Thursday, October 06, 2011

HIGH TESTOSTERONE PROTECTS HEART OF ELDERLY

In the Oct 11th issue of the Journal of the American College of Cardiology, the swedish workers, led by Dr Claes Ohlsson of the University of Gotenberg, showed that elderly males with high testosterone levels have fewer cardiac events over a 5 year follow-up. They study male testosterone levels in 2,416 males aged 69-81yrs and followed them up through the central Swedish registry. These males were part of the MrOs ( Osteoporotic Fractures in Men study ) study. After 5 years follow-up, there were 485 cardiac events. The males in the highest quartile for serum testosterone, had the significantly lower rates of CV events.
This study is interesting, because previously, there were studies that showed that low testosterone levels were associated with less CV events.
The other problem with testosterone is the measurement. Measurement of free testosterone is cumbersome and even normal levels vary, and sometimes widely, so that it is not the easiest hormone to study. The easier measurement is sex hormone binding globulin levels SHBG ). But SHBG levels do not correlate so well with CV events.
So although elderly males may be happy that the most "male" they are at older age, the more they are cardio-protected, this is but one of numerous study on this topic and not all the data is consistent.
The other popular treatment is to inject male androgenic steroids. Somehow, this has not been shown to be cardio-protective. The best is still male free endogenous testosterone., the type that makes you a MAN, if you know what I mean.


> [EXERCISE DETAILS]
Please copy every line below that contains the string "wages".

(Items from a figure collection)
^^^^^^^^^^^^^^^^
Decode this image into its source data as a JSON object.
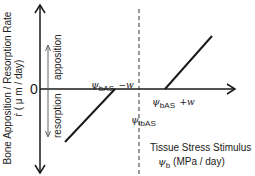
{
  "diagram": {
    "y_axis_label": {
      "line1": "Bone Apposition / Resorption Rate",
      "line2": "ṙ ( μ m / day)"
    },
    "origin_label": "0",
    "apposition_label": "apposition",
    "resorption_label": "resorption",
    "lower_threshold": {
      "symbol": "ψ",
      "subscript": "bAS",
      "suffix": "−w"
    },
    "upper_threshold": {
      "symbol": "ψ",
      "subscript": "bAS",
      "suffix": "+w"
    },
    "reference_stimulus": {
      "symbol": "ψ",
      "subscript": "ibAS"
    },
    "x_axis_label": {
      "line1": "Tissue Stress Stimulus",
      "symbol": "ψ",
      "subscript": "b",
      "unit": "(MPa / day)"
    },
    "line_color": "#1a1a1a"
  }
}
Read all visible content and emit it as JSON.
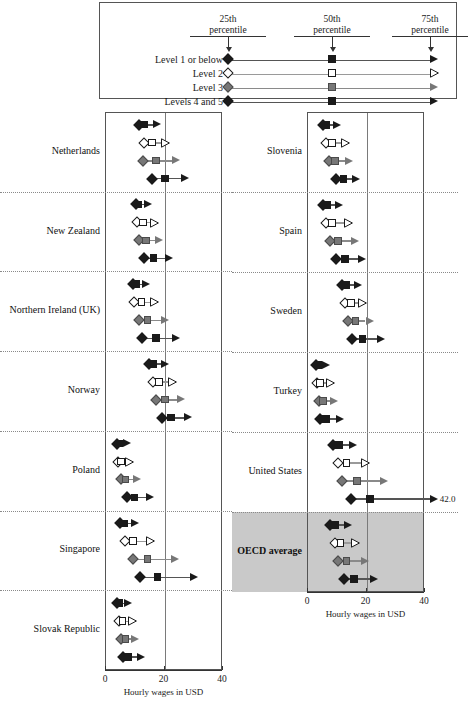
{
  "legend": {
    "headers": [
      {
        "line1": "25th",
        "line2": "percentile"
      },
      {
        "line1": "50th",
        "line2": "percentile"
      },
      {
        "line1": "75th",
        "line2": "percentile"
      }
    ],
    "rows": [
      {
        "label": "Level 1 or below",
        "style": "filled-black"
      },
      {
        "label": "Level 2",
        "style": "hollow-white"
      },
      {
        "label": "Level 3",
        "style": "filled-gray"
      },
      {
        "label": "Levels 4 and 5",
        "style": "filled-black"
      }
    ]
  },
  "axis": {
    "ticks": [
      "0",
      "20",
      "40"
    ],
    "tick_values": [
      0,
      20,
      40
    ],
    "title": "Hourly wages in USD",
    "min": 0,
    "max": 40
  },
  "colors": {
    "black": "#1a1a1a",
    "gray": "#777777",
    "white": "#ffffff",
    "line_dark": "#555555",
    "line_gray": "#8a8a8a",
    "highlight_band": "#c9c9c9"
  },
  "chart_data": {
    "type": "range",
    "title": "",
    "xlabel": "Hourly wages in USD",
    "ylabel": "",
    "xlim": [
      0,
      40
    ],
    "grid": true,
    "legend_position": "top",
    "series": [
      {
        "name": "Level 1 or below",
        "style": "filled-black"
      },
      {
        "name": "Level 2",
        "style": "hollow-white"
      },
      {
        "name": "Level 3",
        "style": "filled-gray"
      },
      {
        "name": "Levels 4 and 5",
        "style": "filled-black"
      }
    ],
    "percentiles": [
      "25th percentile",
      "50th percentile",
      "75th percentile"
    ],
    "panels": [
      {
        "side": "left",
        "countries": [
          {
            "name": "Netherlands",
            "highlight": false,
            "rows": [
              {
                "series": "Level 1 or below",
                "p25": 11.5,
                "p50": 13.5,
                "p75": 16.5
              },
              {
                "series": "Level 2",
                "p25": 13.5,
                "p50": 16.0,
                "p75": 19.0
              },
              {
                "series": "Level 3",
                "p25": 13.0,
                "p50": 17.5,
                "p75": 23.0
              },
              {
                "series": "Levels 4 and 5",
                "p25": 16.0,
                "p50": 20.5,
                "p75": 26.0
              }
            ]
          },
          {
            "name": "New Zealand",
            "highlight": false,
            "rows": [
              {
                "series": "Level 1 or below",
                "p25": 10.5,
                "p50": 11.5,
                "p75": 13.5
              },
              {
                "series": "Level 2",
                "p25": 11.0,
                "p50": 13.0,
                "p75": 15.5
              },
              {
                "series": "Level 3",
                "p25": 11.5,
                "p50": 14.0,
                "p75": 17.0
              },
              {
                "series": "Levels 4 and 5",
                "p25": 13.5,
                "p50": 16.5,
                "p75": 20.5
              }
            ]
          },
          {
            "name": "Northern Ireland (UK)",
            "highlight": false,
            "rows": [
              {
                "series": "Level 1 or below",
                "p25": 9.5,
                "p50": 10.5,
                "p75": 12.5
              },
              {
                "series": "Level 2",
                "p25": 10.0,
                "p50": 12.5,
                "p75": 15.5
              },
              {
                "series": "Level 3",
                "p25": 11.5,
                "p50": 14.5,
                "p75": 19.0
              },
              {
                "series": "Levels 4 and 5",
                "p25": 12.5,
                "p50": 17.5,
                "p75": 23.0
              }
            ]
          },
          {
            "name": "Norway",
            "highlight": false,
            "rows": [
              {
                "series": "Level 1 or below",
                "p25": 15.0,
                "p50": 16.5,
                "p75": 19.0
              },
              {
                "series": "Level 2",
                "p25": 16.5,
                "p50": 18.5,
                "p75": 21.5
              },
              {
                "series": "Level 3",
                "p25": 17.5,
                "p50": 20.5,
                "p75": 24.5
              },
              {
                "series": "Levels 4 and 5",
                "p25": 19.5,
                "p50": 22.5,
                "p75": 27.0
              }
            ]
          },
          {
            "name": "Poland",
            "highlight": false,
            "rows": [
              {
                "series": "Level 1 or below",
                "p25": 4.0,
                "p50": 4.8,
                "p75": 6.0
              },
              {
                "series": "Level 2",
                "p25": 4.5,
                "p50": 5.5,
                "p75": 7.0
              },
              {
                "series": "Level 3",
                "p25": 5.5,
                "p50": 7.0,
                "p75": 9.5
              },
              {
                "series": "Levels 4 and 5",
                "p25": 7.5,
                "p50": 10.0,
                "p75": 14.0
              }
            ]
          },
          {
            "name": "Singapore",
            "highlight": false,
            "rows": [
              {
                "series": "Level 1 or below",
                "p25": 5.0,
                "p50": 6.5,
                "p75": 9.0
              },
              {
                "series": "Level 2",
                "p25": 7.0,
                "p50": 9.5,
                "p75": 14.0
              },
              {
                "series": "Level 3",
                "p25": 9.5,
                "p50": 14.5,
                "p75": 22.5
              },
              {
                "series": "Levels 4 and 5",
                "p25": 12.0,
                "p50": 18.0,
                "p75": 29.0
              }
            ]
          },
          {
            "name": "Slovak Republic",
            "highlight": false,
            "rows": [
              {
                "series": "Level 1 or below",
                "p25": 4.0,
                "p50": 5.0,
                "p75": 6.5
              },
              {
                "series": "Level 2",
                "p25": 4.8,
                "p50": 6.0,
                "p75": 7.8
              },
              {
                "series": "Level 3",
                "p25": 5.5,
                "p50": 7.0,
                "p75": 9.0
              },
              {
                "series": "Levels 4 and 5",
                "p25": 6.0,
                "p50": 8.0,
                "p75": 11.0
              }
            ]
          }
        ]
      },
      {
        "side": "right",
        "countries": [
          {
            "name": "Slovenia",
            "highlight": false,
            "rows": [
              {
                "series": "Level 1 or below",
                "p25": 5.5,
                "p50": 6.5,
                "p75": 9.0
              },
              {
                "series": "Level 2",
                "p25": 6.5,
                "p50": 8.5,
                "p75": 11.5
              },
              {
                "series": "Level 3",
                "p25": 7.5,
                "p50": 9.5,
                "p75": 13.0
              },
              {
                "series": "Levels 4 and 5",
                "p25": 10.0,
                "p50": 12.5,
                "p75": 15.5
              }
            ]
          },
          {
            "name": "Spain",
            "highlight": false,
            "rows": [
              {
                "series": "Level 1 or below",
                "p25": 5.5,
                "p50": 7.0,
                "p75": 9.5
              },
              {
                "series": "Level 2",
                "p25": 6.5,
                "p50": 8.5,
                "p75": 12.5
              },
              {
                "series": "Level 3",
                "p25": 8.0,
                "p50": 10.5,
                "p75": 15.0
              },
              {
                "series": "Levels 4 and 5",
                "p25": 10.0,
                "p50": 13.0,
                "p75": 17.5
              }
            ]
          },
          {
            "name": "Sweden",
            "highlight": false,
            "rows": [
              {
                "series": "Level 1 or below",
                "p25": 12.0,
                "p50": 13.5,
                "p75": 16.0
              },
              {
                "series": "Level 2",
                "p25": 13.0,
                "p50": 15.0,
                "p75": 17.5
              },
              {
                "series": "Level 3",
                "p25": 14.0,
                "p50": 16.5,
                "p75": 20.0
              },
              {
                "series": "Levels 4 and 5",
                "p25": 15.5,
                "p50": 19.0,
                "p75": 24.0
              }
            ]
          },
          {
            "name": "Turkey",
            "highlight": false,
            "rows": [
              {
                "series": "Level 1 or below",
                "p25": 3.0,
                "p50": 3.8,
                "p75": 5.0
              },
              {
                "series": "Level 2",
                "p25": 3.5,
                "p50": 4.5,
                "p75": 6.5
              },
              {
                "series": "Level 3",
                "p25": 4.0,
                "p50": 5.5,
                "p75": 8.0
              },
              {
                "series": "Levels 4 and 5",
                "p25": 4.5,
                "p50": 6.5,
                "p75": 10.0
              }
            ]
          },
          {
            "name": "United States",
            "highlight": false,
            "rows": [
              {
                "series": "Level 1 or below",
                "p25": 9.0,
                "p50": 11.0,
                "p75": 14.5
              },
              {
                "series": "Level 2",
                "p25": 10.5,
                "p50": 13.5,
                "p75": 18.5
              },
              {
                "series": "Level 3",
                "p25": 12.0,
                "p50": 17.0,
                "p75": 25.0
              },
              {
                "series": "Levels 4 and 5",
                "p25": 15.0,
                "p50": 21.5,
                "p75": 42.0,
                "annotation": "42.0",
                "clipped": true
              }
            ]
          },
          {
            "name": "OECD average",
            "highlight": true,
            "rows": [
              {
                "series": "Level 1 or below",
                "p25": 8.0,
                "p50": 9.5,
                "p75": 12.5
              },
              {
                "series": "Level 2",
                "p25": 9.5,
                "p50": 11.5,
                "p75": 15.0
              },
              {
                "series": "Level 3",
                "p25": 10.5,
                "p50": 13.5,
                "p75": 18.5
              },
              {
                "series": "Levels 4 and 5",
                "p25": 12.5,
                "p50": 16.0,
                "p75": 21.5
              }
            ]
          }
        ]
      }
    ]
  }
}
^^^^^^^^^^^^^^^^
> [RESULT OF THE EXERCISE]
    "title": "Hourly wages in USD",
    "xlabel": "Hourly wages in USD",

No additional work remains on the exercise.